Hushang Ansary | |
---|---|
Minister of Finance | |
In office 1 March 1974 – 23 January 1979 |
|
Prime Minister |
Amir-Abbas Hoveida Jamshid Amouzegar |
Preceded by | Jamshid Amouzegar |
Succeeded by | Ali Ardalan |
Minister of Tourism and Information | |
In office 29 December 1971 – 1 March 1974 |
|
Prime Minister | Amir-Abbas Hoveida |
Preceded by | Hassan Pakravan |
Succeeded by | Mohammad Reza Ameli Tehrani |
Ambassador of Iran to the United States | |
In office 25 May 1967 – 1 October 1969 |
|
Prime Minister | Amir-Abbas Hoveida |
Preceded by | Khosrow Khosrovani |
Succeeded by | Amir-Aslan Afshar |
Personal details | |
Born |
Ahvaz, Iran |
1 January 1926
Political party | Rastakhiz Party |
Spouse(s) | Shahla Ansari (m. 1947) |
Children | Nina Nader |
Residence | Preston Hollow, Texas, United States |
Alma mater | University of Tehran |
Religion | Islam |
Hushang Ansary (in Persian: هوشنگ انصاری, born 1 January 1926) is an Iranian-American diplomat, businessman, and philanthropist. He served for eighteen years in the Iranian government prior to the Iranian Revolution including as Minister of Economic Affairs and Finance and Iran's Ambassador to the United States from 1967-1969. He has been chairman or director of companies both in Iran and in the United States.
Born in Ahvaz, in Iran's Khuzestan Province, Ansary first worked as a newspaper and magazine photographer in Ahvaz, Tehran, and England before moving to Japan in 1954. There he met Abbas Aram, Iran's ambassador to Japan, who soon brought him to the attention of Shah Mohammad Reza Pahlavi. The Shah asked Ansary to return to Iran and appointed him to several government positions starting in 1961, including Undersecretary of Commerce, ambassador to many African nations and to Pakistan, and Minister of Information.
In 1964, he married Maryam Panahi, a friend of ambassador Aram who had many high-ranking acquaintances in the governments of the United States and Iran. He served as Ambassador to the United States and then as Minister of Economic Affairs and Finance. His accomplishments during this time included assisting the Shah in lending millions of dollars in aid and grants to other countries and the signing of an agreement with U.S. State Secretary Henry Kissinger to build eight nuclear power plants in Iran.
By the 1970s, the CIA considered Ansary to be one of seventeen members of "the Shah's Inner Circle" and he was one of the Shah's top two choices to succeed Amir Abbas Hoveyda as Prime Minister. Ultimately, this appointment went to Jamshid Amouzegar, and Ansary became the leader of the Constructionist wing of the Rastakhiz party, which opposed Amouzegar's Progressive wing. Some of Ansary's supporters have seen Amouzegar's appointment as a poor decision in hindsight. Even his now ex-wife Maryam Panahi, to whom his marriage "came to a bitter end" according to historian Abbas Milani, has said that "not appointing Hushang was one of the shah's two biggest mistakes, leading to the revolution." In November 1977, Ansary became the director of the National Iranian Oil Company, but resigned one year later and moved to the United States, citing health problems.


Leaving out the images, reproduce every line of the data that follows exactly.

### Dataset records ###

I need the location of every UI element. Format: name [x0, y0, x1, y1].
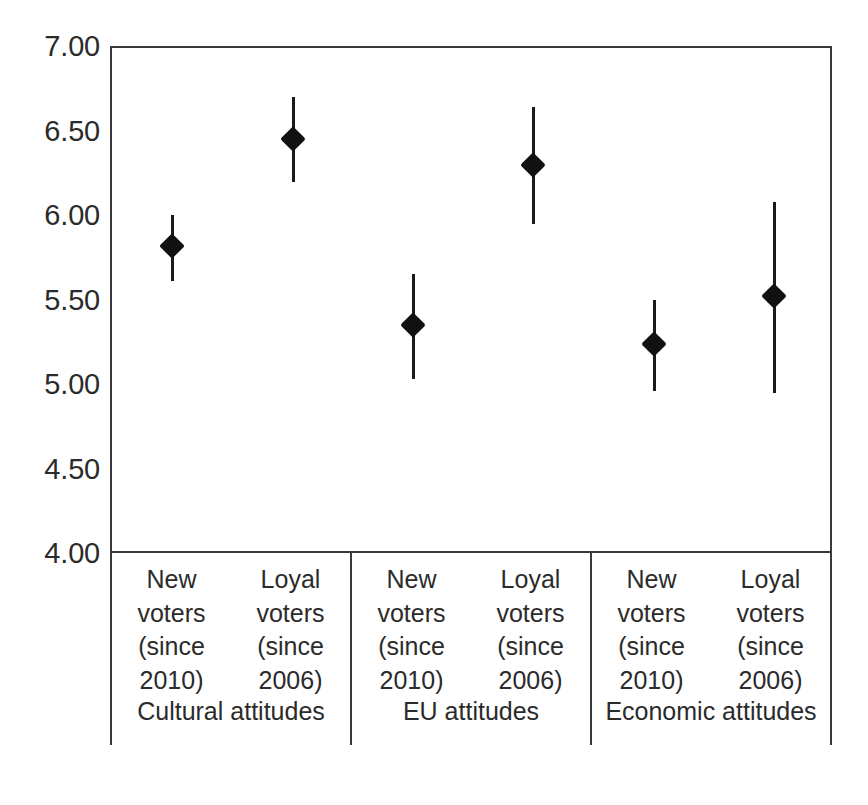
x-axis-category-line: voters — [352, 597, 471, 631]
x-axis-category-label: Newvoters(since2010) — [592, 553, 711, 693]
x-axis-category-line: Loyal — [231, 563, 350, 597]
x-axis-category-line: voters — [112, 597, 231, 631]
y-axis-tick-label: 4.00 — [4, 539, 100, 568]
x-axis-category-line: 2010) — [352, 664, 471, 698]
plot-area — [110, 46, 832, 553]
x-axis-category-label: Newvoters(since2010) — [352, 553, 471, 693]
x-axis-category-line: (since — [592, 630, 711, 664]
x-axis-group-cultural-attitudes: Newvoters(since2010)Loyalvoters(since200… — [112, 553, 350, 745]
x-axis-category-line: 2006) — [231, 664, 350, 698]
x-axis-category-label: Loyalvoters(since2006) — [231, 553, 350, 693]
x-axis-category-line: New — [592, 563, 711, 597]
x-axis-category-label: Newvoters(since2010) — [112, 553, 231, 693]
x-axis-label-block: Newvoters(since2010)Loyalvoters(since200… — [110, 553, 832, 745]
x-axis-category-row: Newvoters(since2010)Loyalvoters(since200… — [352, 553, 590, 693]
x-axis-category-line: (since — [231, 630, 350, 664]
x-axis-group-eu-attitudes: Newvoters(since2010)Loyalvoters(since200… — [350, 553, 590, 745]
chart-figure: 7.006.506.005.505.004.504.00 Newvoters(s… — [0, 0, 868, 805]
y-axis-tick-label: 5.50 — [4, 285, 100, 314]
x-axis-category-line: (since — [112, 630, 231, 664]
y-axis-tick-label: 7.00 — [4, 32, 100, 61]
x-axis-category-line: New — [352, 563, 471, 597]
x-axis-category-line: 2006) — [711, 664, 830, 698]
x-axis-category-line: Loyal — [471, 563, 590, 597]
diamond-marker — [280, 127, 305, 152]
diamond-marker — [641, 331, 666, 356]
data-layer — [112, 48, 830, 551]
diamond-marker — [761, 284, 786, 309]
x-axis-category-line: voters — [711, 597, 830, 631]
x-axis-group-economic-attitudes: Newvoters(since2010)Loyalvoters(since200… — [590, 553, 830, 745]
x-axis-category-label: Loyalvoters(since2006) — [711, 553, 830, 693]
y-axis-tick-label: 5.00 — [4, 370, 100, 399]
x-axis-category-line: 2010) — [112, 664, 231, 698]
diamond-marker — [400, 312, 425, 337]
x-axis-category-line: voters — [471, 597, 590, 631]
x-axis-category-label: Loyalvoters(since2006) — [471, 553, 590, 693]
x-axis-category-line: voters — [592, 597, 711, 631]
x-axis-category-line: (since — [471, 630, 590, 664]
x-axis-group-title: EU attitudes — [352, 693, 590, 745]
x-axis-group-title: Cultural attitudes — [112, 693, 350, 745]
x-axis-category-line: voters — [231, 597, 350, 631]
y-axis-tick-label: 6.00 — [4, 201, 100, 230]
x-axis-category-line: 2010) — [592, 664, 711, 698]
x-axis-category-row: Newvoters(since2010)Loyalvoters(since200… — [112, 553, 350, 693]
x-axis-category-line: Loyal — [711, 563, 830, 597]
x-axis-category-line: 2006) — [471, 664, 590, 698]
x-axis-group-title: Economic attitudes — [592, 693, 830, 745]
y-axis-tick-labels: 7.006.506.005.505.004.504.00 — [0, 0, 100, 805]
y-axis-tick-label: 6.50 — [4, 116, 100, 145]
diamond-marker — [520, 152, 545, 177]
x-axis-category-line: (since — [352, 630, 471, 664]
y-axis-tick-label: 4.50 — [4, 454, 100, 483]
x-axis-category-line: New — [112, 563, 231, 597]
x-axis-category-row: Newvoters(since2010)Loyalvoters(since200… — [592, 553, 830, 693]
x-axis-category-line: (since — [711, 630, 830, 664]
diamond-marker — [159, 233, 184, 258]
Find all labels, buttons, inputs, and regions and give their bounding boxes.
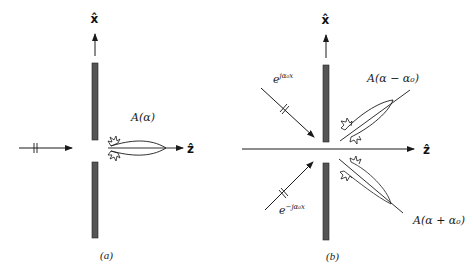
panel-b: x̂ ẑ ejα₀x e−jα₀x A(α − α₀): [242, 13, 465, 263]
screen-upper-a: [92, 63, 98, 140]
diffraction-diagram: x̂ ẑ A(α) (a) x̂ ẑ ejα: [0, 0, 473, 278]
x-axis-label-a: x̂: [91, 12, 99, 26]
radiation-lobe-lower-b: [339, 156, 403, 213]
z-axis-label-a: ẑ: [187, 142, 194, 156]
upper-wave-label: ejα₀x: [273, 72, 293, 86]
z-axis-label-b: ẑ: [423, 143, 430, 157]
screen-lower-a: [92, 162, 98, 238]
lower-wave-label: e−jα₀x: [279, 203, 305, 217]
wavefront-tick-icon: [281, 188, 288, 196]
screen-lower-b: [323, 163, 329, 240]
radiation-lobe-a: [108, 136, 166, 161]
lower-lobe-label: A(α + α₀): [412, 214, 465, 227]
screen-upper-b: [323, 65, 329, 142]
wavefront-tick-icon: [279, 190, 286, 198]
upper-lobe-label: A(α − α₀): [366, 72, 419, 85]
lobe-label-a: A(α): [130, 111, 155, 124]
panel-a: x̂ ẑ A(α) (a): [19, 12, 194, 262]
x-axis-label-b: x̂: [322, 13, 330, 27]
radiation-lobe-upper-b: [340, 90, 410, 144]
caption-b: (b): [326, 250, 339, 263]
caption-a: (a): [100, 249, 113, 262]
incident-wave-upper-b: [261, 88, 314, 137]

###

■ Output:
I need the location of every UI element. Format: name [x0, y0, x1, y1].
x-axis-category-line: voters — [352, 597, 471, 631]
x-axis-category-label: Newvoters(since2010) — [592, 553, 711, 693]
x-axis-category-line: Loyal — [231, 563, 350, 597]
x-axis-category-line: voters — [112, 597, 231, 631]
y-axis-tick-label: 4.00 — [4, 539, 100, 568]
x-axis-category-line: 2010) — [352, 664, 471, 698]
plot-area — [110, 46, 832, 553]
x-axis-category-label: Newvoters(since2010) — [352, 553, 471, 693]
x-axis-category-line: (since — [592, 630, 711, 664]
x-axis-group-cultural-attitudes: Newvoters(since2010)Loyalvoters(since200… — [112, 553, 350, 745]
x-axis-category-line: 2006) — [231, 664, 350, 698]
x-axis-category-label: Loyalvoters(since2006) — [231, 553, 350, 693]
x-axis-category-line: New — [592, 563, 711, 597]
x-axis-category-label: Newvoters(since2010) — [112, 553, 231, 693]
x-axis-label-block: Newvoters(since2010)Loyalvoters(since200… — [110, 553, 832, 745]
x-axis-category-row: Newvoters(since2010)Loyalvoters(since200… — [352, 553, 590, 693]
x-axis-category-line: (since — [231, 630, 350, 664]
x-axis-group-eu-attitudes: Newvoters(since2010)Loyalvoters(since200… — [350, 553, 590, 745]
chart-figure: 7.006.506.005.505.004.504.00 Newvoters(s… — [0, 0, 868, 805]
y-axis-tick-label: 5.50 — [4, 285, 100, 314]
x-axis-category-line: (since — [112, 630, 231, 664]
y-axis-tick-label: 7.00 — [4, 32, 100, 61]
x-axis-category-line: New — [352, 563, 471, 597]
x-axis-category-line: 2006) — [711, 664, 830, 698]
x-axis-category-line: Loyal — [471, 563, 590, 597]
diamond-marker — [280, 127, 305, 152]
diamond-marker — [641, 331, 666, 356]
data-layer — [112, 48, 830, 551]
diamond-marker — [761, 284, 786, 309]
x-axis-category-line: voters — [711, 597, 830, 631]
x-axis-group-economic-attitudes: Newvoters(since2010)Loyalvoters(since200… — [590, 553, 830, 745]
x-axis-category-label: Loyalvoters(since2006) — [711, 553, 830, 693]
y-axis-tick-label: 5.00 — [4, 370, 100, 399]
x-axis-category-line: 2010) — [112, 664, 231, 698]
diamond-marker — [400, 312, 425, 337]
x-axis-category-line: voters — [471, 597, 590, 631]
x-axis-category-label: Loyalvoters(since2006) — [471, 553, 590, 693]
x-axis-category-line: voters — [592, 597, 711, 631]
x-axis-category-line: (since — [471, 630, 590, 664]
x-axis-group-title: EU attitudes — [352, 693, 590, 745]
x-axis-group-title: Cultural attitudes — [112, 693, 350, 745]
x-axis-category-line: voters — [231, 597, 350, 631]
y-axis-tick-label: 6.00 — [4, 201, 100, 230]
x-axis-category-line: 2010) — [592, 664, 711, 698]
x-axis-category-row: Newvoters(since2010)Loyalvoters(since200… — [112, 553, 350, 693]
x-axis-category-line: Loyal — [711, 563, 830, 597]
x-axis-category-line: 2006) — [471, 664, 590, 698]
x-axis-group-title: Economic attitudes — [592, 693, 830, 745]
y-axis-tick-labels: 7.006.506.005.505.004.504.00 — [0, 0, 100, 805]
y-axis-tick-label: 6.50 — [4, 116, 100, 145]
diamond-marker — [520, 152, 545, 177]
x-axis-category-line: (since — [352, 630, 471, 664]
y-axis-tick-label: 4.50 — [4, 454, 100, 483]
x-axis-category-line: New — [112, 563, 231, 597]
x-axis-category-row: Newvoters(since2010)Loyalvoters(since200… — [592, 553, 830, 693]
x-axis-category-line: (since — [711, 630, 830, 664]
diamond-marker — [159, 233, 184, 258]
Find all labels, buttons, inputs, and regions and give their bounding boxes.
panel-b: x̂ ẑ ejα₀x e−jα₀x A(α − α₀): [242, 13, 465, 263]
screen-upper-a: [92, 63, 98, 140]
diffraction-diagram: x̂ ẑ A(α) (a) x̂ ẑ ejα: [0, 0, 473, 278]
x-axis-label-a: x̂: [91, 12, 99, 26]
radiation-lobe-lower-b: [339, 156, 403, 213]
z-axis-label-a: ẑ: [187, 142, 194, 156]
upper-wave-label: ejα₀x: [273, 72, 293, 86]
z-axis-label-b: ẑ: [423, 143, 430, 157]
screen-lower-a: [92, 162, 98, 238]
lower-wave-label: e−jα₀x: [279, 203, 305, 217]
wavefront-tick-icon: [281, 188, 288, 196]
screen-lower-b: [323, 163, 329, 240]
radiation-lobe-a: [108, 136, 166, 161]
lower-lobe-label: A(α + α₀): [412, 214, 465, 227]
screen-upper-b: [323, 65, 329, 142]
wavefront-tick-icon: [279, 190, 286, 198]
upper-lobe-label: A(α − α₀): [366, 72, 419, 85]
lobe-label-a: A(α): [130, 111, 155, 124]
panel-a: x̂ ẑ A(α) (a): [19, 12, 194, 262]
x-axis-label-b: x̂: [322, 13, 330, 27]
radiation-lobe-upper-b: [340, 90, 410, 144]
caption-b: (b): [326, 250, 339, 263]
caption-a: (a): [100, 249, 113, 262]
incident-wave-upper-b: [261, 88, 314, 137]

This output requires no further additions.